Message-Id: <v03102800afea2a49f22b@[194.109.13.153]>
In-Reply-To: <33C41ED7.7495@pacbell.net>
Date: Thu, 10 Jul 1997 08:07:19 +0200
To: memetics@mmu.ac.uk
From: Ton Maas <tonmaas@xs4all.nl>
Subject: Re: Genetics/Memetics analogy
Arel Lucas wrote:
>I do not think that every experience represents a meme. "Experience" is
>an abstract for a series of percepts which may or may not be classified
>or encoded by the perceiving brain. Only replicable experiences that are
>encoded in the ideosphere and can be spread to other brains in an encoded
>state can be memes.
Agreed. I don't know whether "replicable" is the defining criterium though.
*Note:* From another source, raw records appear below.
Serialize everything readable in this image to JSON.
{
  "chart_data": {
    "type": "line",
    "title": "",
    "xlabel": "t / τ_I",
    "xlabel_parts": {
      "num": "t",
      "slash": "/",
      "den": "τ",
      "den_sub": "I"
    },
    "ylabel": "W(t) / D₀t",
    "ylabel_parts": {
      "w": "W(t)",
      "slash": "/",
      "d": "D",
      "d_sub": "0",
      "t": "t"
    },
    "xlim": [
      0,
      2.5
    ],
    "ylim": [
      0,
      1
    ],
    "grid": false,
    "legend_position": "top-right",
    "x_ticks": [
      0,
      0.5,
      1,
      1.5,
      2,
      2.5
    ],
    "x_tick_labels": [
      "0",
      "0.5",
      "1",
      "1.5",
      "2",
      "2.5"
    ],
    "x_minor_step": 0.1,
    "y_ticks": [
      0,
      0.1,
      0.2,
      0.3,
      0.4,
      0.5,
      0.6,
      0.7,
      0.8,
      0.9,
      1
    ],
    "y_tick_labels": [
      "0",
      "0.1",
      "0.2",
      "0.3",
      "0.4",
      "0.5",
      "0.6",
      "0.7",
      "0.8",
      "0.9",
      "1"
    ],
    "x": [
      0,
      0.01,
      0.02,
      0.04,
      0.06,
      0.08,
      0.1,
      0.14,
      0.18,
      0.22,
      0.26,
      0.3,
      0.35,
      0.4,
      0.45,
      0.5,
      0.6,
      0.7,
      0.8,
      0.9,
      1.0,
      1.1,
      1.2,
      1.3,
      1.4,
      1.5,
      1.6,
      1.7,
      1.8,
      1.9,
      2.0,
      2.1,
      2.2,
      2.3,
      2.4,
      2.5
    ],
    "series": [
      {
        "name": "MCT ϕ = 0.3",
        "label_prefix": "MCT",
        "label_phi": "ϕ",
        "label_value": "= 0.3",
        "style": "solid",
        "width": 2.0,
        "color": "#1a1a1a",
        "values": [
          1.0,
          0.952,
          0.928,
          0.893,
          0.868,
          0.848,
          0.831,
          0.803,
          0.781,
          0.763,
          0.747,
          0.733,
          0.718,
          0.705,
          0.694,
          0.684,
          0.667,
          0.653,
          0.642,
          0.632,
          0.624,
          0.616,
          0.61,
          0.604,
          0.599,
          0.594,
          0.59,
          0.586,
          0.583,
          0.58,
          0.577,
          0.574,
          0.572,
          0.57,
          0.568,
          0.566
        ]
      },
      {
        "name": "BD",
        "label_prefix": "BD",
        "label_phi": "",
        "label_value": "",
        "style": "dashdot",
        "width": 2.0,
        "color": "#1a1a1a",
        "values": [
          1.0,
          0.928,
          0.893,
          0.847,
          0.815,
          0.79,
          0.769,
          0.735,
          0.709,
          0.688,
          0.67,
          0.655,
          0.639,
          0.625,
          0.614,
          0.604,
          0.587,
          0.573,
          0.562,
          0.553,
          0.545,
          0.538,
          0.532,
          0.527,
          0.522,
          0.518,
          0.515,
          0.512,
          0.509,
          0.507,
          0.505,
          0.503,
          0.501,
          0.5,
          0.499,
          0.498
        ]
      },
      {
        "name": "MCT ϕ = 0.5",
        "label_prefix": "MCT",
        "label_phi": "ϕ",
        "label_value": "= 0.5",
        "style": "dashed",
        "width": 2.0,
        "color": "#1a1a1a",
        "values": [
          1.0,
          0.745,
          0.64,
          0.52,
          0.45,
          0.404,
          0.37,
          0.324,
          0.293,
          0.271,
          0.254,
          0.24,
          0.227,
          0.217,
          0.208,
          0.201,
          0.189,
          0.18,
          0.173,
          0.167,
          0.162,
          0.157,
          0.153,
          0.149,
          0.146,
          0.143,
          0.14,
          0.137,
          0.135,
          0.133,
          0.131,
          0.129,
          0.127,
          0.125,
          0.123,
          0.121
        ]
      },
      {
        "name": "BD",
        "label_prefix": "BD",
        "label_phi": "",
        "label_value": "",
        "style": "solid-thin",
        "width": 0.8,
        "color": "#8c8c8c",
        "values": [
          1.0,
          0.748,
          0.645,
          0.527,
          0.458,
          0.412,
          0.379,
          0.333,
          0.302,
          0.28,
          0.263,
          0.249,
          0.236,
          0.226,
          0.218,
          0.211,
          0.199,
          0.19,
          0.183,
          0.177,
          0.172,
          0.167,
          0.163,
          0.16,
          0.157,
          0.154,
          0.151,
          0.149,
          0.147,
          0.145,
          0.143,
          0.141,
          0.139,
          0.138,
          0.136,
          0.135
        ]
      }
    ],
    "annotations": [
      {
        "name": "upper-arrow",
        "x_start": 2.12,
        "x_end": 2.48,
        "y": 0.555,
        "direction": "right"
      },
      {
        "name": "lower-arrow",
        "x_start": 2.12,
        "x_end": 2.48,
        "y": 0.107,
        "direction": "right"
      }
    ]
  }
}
After all our experiences are coded transformations of reality. So the only
relevant criterium seems to be whether or not we can make a difference that
makes a difference. We often take things like punctuation for granted, but
it is very important where we draw boundaries distinguishing one experience
from others. For instance, the introduction of copy-and-paste technology
(computers, sampling keyboards etc.) has changed many of us from music
lovers to collectors of useable phrases, "grooves", riffs or "sounds".
Instead of experiencing the archaic linear structure of a song (with its
build up to the chorus and maybe a bridge), we are shopping for isolate
fragments, which we then store for later use (often to find they turn out
to be a lot less moving or exciting when recycled out of context).